MARY POPPINS floated in on the British Invasion breeze in 1964, linking Julie Andrews and a pair of cute tots with Bond, the Beatles & Becket.
Walt Disney shrewdly worked his wiles on the difficult-to-charm P.L. Travers, tasking his California studio magicians to form elements of the first four of Travers eight Poppins stories into 139 minutes of song-stuffed whimsy and warmth. Their crafting returned Walt’s $6,000,000 investment to the tune of $75,600,000 just in North America. Goldfinger did edge it out of the Number 1 spot that year, which may say something about the relative spell-power of ‘Supercalifragilisticexpialidocious’ versus ‘Pussy Galore’, but we so easily digress…

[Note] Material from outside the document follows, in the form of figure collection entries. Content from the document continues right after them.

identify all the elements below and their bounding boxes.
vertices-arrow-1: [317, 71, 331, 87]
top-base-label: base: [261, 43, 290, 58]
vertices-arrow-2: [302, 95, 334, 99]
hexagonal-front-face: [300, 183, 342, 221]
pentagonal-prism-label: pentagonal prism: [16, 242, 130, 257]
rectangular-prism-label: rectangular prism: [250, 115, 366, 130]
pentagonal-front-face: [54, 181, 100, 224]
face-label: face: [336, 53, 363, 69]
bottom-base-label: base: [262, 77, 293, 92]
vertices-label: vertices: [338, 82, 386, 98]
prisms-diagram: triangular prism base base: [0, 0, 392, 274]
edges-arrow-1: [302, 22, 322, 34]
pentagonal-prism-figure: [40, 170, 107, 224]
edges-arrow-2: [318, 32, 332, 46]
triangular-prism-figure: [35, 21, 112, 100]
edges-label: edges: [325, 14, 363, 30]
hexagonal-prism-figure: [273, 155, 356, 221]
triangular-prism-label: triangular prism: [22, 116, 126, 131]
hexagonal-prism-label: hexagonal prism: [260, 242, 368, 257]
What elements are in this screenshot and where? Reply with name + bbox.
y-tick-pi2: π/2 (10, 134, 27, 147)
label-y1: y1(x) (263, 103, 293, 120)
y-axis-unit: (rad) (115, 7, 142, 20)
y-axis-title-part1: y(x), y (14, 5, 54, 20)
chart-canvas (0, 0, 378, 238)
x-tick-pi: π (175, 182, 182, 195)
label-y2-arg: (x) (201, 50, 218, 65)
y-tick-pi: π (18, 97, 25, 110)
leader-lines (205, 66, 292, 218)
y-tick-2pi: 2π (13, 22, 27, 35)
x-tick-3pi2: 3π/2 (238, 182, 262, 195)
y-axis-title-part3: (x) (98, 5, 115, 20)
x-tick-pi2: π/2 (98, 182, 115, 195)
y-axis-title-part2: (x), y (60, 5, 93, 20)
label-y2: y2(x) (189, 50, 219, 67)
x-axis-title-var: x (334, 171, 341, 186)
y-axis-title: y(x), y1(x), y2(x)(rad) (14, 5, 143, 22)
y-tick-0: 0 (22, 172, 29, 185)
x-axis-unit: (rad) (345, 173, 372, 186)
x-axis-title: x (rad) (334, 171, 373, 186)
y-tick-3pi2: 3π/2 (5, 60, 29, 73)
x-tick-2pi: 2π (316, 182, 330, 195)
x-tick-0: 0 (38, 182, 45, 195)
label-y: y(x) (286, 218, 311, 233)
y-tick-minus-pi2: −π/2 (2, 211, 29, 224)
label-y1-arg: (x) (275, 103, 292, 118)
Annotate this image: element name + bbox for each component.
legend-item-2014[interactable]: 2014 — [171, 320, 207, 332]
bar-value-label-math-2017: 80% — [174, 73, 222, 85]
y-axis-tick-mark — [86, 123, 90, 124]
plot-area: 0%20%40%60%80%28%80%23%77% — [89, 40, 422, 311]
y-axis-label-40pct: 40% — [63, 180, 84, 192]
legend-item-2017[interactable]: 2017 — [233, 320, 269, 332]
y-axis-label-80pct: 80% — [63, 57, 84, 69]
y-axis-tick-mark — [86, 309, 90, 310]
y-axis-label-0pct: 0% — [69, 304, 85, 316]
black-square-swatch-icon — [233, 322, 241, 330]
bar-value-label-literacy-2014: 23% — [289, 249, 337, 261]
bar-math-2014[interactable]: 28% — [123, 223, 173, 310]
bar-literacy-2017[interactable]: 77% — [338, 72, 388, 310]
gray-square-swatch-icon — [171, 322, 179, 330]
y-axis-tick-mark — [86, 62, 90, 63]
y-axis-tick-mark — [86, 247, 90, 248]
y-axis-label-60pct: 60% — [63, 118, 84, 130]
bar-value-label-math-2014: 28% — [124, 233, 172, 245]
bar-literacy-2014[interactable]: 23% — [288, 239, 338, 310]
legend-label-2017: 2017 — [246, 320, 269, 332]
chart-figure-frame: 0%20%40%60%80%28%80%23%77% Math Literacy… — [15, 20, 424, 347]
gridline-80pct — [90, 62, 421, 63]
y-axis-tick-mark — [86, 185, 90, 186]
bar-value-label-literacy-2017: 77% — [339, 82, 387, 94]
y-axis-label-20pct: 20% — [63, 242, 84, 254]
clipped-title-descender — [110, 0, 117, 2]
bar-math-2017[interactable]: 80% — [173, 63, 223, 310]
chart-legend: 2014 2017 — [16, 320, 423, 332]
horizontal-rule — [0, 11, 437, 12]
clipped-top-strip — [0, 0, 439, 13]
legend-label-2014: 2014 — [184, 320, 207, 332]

The Oscars went nuts, too, awarding it five: Best Actress (Andrews), Film Editing, Music Score, Song (“Chim-Chim Cher-ee”) and Visual Effects. Plus eight other nominations: Best Picture, Director (Robert Stevenson), Screenplay, Art Direction, Costume Design, Sound Mixing and Score Adaptation. Folks, don’t hang me from London Bridge, but—while it’s a nice movie, and strikes fond memories—a spoonful of sugar notwithstanding, thirteen nominations? Please, guv, it ain’t that good.
Andrews is fine, naturally (she was better in The Sound Of Music and Hawaii) but the Oscar would have been better served to Sophia Loren’s marvelous job on Marriage Italian Style or Kim Stanley’s stunning nutcase in Seance On A Wet Afternoon. We’d bestow the Editing, Score and Song to Goldfinger. 

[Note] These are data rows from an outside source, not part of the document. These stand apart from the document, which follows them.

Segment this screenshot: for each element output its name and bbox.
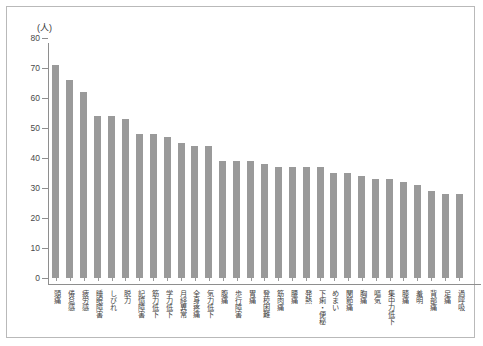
x-axis-category-label: 歩行障害 [231, 290, 242, 318]
x-axis-category-label: 膝痛 [398, 290, 409, 304]
x-axis-category-label: 筋肉痛 [273, 290, 284, 311]
x-axis-tick [223, 278, 224, 281]
x-axis-tick [306, 278, 307, 281]
x-axis-tick [56, 278, 57, 281]
x-axis-tick [278, 278, 279, 281]
x-axis-category-label: 月経異常 [176, 290, 187, 318]
y-axis-tick-label: 10 [12, 243, 40, 253]
y-axis-line [48, 43, 49, 285]
x-axis-category-label: 全身疼痛 [189, 290, 200, 318]
x-axis-tick [251, 278, 252, 281]
y-axis-tick-label: 30 [12, 183, 40, 193]
y-axis-tick-label: 0 [12, 273, 40, 283]
bar [164, 137, 171, 278]
x-axis-category-label: 集中力低下 [384, 290, 395, 325]
x-axis-category-label: 頭痛 [50, 290, 61, 304]
bar [191, 146, 198, 278]
bar [136, 134, 143, 278]
x-axis-category-label: 睡眠障害 [92, 290, 103, 318]
bar [233, 161, 240, 278]
x-axis-category-label: 胸痛 [356, 290, 367, 304]
x-axis-tick [181, 278, 182, 281]
x-axis-tick [167, 278, 168, 281]
x-axis-tick [153, 278, 154, 281]
x-axis-category-label: 過呼吸 [454, 290, 465, 311]
x-axis-category-label: 背部痛 [426, 290, 437, 311]
bar [330, 173, 337, 278]
y-axis-tick-label: 70 [12, 63, 40, 73]
y-axis-tick [42, 278, 48, 279]
y-axis-tick-label: 20 [12, 213, 40, 223]
y-axis-tick [42, 68, 48, 69]
bar [442, 194, 449, 278]
bar [372, 179, 379, 278]
x-axis-category-label: 関節痛 [342, 290, 353, 311]
y-axis-tick [42, 158, 48, 159]
chart-frame: (人) 01020304050607080 頭痛倦怠感疲労感睡眠障害しびれ脱力記… [6, 6, 475, 338]
bar [344, 173, 351, 278]
bar [456, 194, 463, 278]
x-axis-tick [70, 278, 71, 281]
x-axis-tick [292, 278, 293, 281]
bar [66, 80, 73, 278]
bar [317, 167, 324, 278]
y-axis-tick-label: 60 [12, 93, 40, 103]
bar [150, 134, 157, 278]
x-axis-tick [417, 278, 418, 281]
bar [358, 176, 365, 278]
bar [400, 182, 407, 278]
x-axis-category-label: 倦怠感 [64, 290, 75, 311]
x-axis-category-label: 足痛 [440, 290, 451, 304]
x-axis-tick [84, 278, 85, 281]
x-axis-tick [98, 278, 99, 281]
x-axis-tick [445, 278, 446, 281]
bar [414, 185, 421, 278]
x-axis-category-label: 筋力低下 [148, 290, 159, 318]
x-axis-category-label: 気力低下 [203, 290, 214, 318]
bar [247, 161, 254, 278]
bar [261, 164, 268, 278]
x-axis-tick [264, 278, 265, 281]
x-axis-tick [459, 278, 460, 281]
x-axis-category-label: 羞明 [412, 290, 423, 304]
bar [80, 92, 87, 278]
x-axis-tick [320, 278, 321, 281]
x-axis-tick [195, 278, 196, 281]
x-axis-category-label: 登校困難 [259, 290, 270, 318]
y-axis-tick [42, 188, 48, 189]
y-axis-tick [42, 98, 48, 99]
bar [275, 167, 282, 278]
x-axis-category-label: しびれ [106, 290, 117, 311]
x-axis-category-label: 脱力 [120, 290, 131, 304]
x-axis-tick [334, 278, 335, 281]
bar [289, 167, 296, 278]
y-axis-tick [42, 128, 48, 129]
x-axis-tick [139, 278, 140, 281]
y-axis-tick [42, 38, 48, 39]
x-axis-category-label: 嘔気 [370, 290, 381, 304]
x-axis-category-label: 腰痛 [287, 290, 298, 304]
x-axis-category-label: 学力低下 [162, 290, 173, 318]
x-axis-category-label: 発熱 [301, 290, 312, 304]
bar [122, 119, 129, 278]
x-axis-tick [362, 278, 363, 281]
y-axis-tick-label: 50 [12, 123, 40, 133]
x-axis-tick [125, 278, 126, 281]
x-axis-tick [390, 278, 391, 281]
x-axis-line [48, 284, 481, 285]
x-axis-tick [348, 278, 349, 281]
x-axis-tick [237, 278, 238, 281]
x-axis-category-label: 下痢・便秘 [315, 290, 326, 325]
x-axis-category-label: 胃痛 [245, 290, 256, 304]
bar [94, 116, 101, 278]
x-axis-category-label: 疲労感 [78, 290, 89, 311]
bar [428, 191, 435, 278]
x-axis-category-label: めまい [328, 290, 339, 311]
bar [303, 167, 310, 278]
y-axis-tick-label: 40 [12, 153, 40, 163]
x-axis-tick [431, 278, 432, 281]
x-axis-tick [403, 278, 404, 281]
x-axis-category-label: 記憶障害 [134, 290, 145, 318]
bar [52, 65, 59, 278]
x-axis-tick [112, 278, 113, 281]
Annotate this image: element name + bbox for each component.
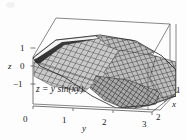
equation-annotation: z = y sin(xy) <box>36 85 83 95</box>
x-tick-label-1: 1 <box>176 86 181 95</box>
z-axis-title: z <box>8 62 12 71</box>
z-tick-label-1: 1 <box>20 44 25 53</box>
x-tick-label-2: 2 <box>156 113 161 122</box>
z-tick-label-0: 0 <box>20 62 25 71</box>
x-axis-title: x <box>172 100 176 109</box>
y-axis-title: y <box>82 124 86 133</box>
surface-plot-figure: 1 0 −1 z 0 1 2 3 y 1 2 x z = y sin(xy) <box>0 0 187 140</box>
y-tick-label-1: 1 <box>62 116 67 125</box>
y-tick-label-0: 0 <box>23 115 28 124</box>
y-tick-label-3: 3 <box>142 120 147 129</box>
surface-mesh <box>33 35 176 110</box>
y-tick-label-2: 2 <box>102 118 107 127</box>
z-tick-label-minus-1: −1 <box>13 80 23 89</box>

Van Dyke is energetic, but—Holy Rob Petrie!— that gawd-awful accent set US/England relations back a generation. Glynis Johns (speaking of voices) is fun as ever, David Tomlinson amuses as the father and the two kids, Karen Dotrice and Matthew Garber, are cutie-pies; they’d warmed up for Walt in the sweet The Three Lives Of Thomasina. 
Ed Wynn just doesn’t cut it (his laughing bit makes me wish Malcolm McDowell would show up), and several of the—count’ em—seventeen songs only serve to pad the length a good twenty minutes beyond what was needed. “Feed The Birds” is good (hard not to be touched by old Jane Darwell) and “Let’s Go Fly A Kite” can get you out of the rocker to belt forth. The animation was novel back in LBJ days, not such a big deal now, spoiled children that we are.
Toss me in the Thames, because for this blasphemous pooper the beloved classic frankly plays better in memory.
With Hermione Baddeley, Reta Shaw, Reginald Owen, Arthur Treacher and Elsa Lanchester.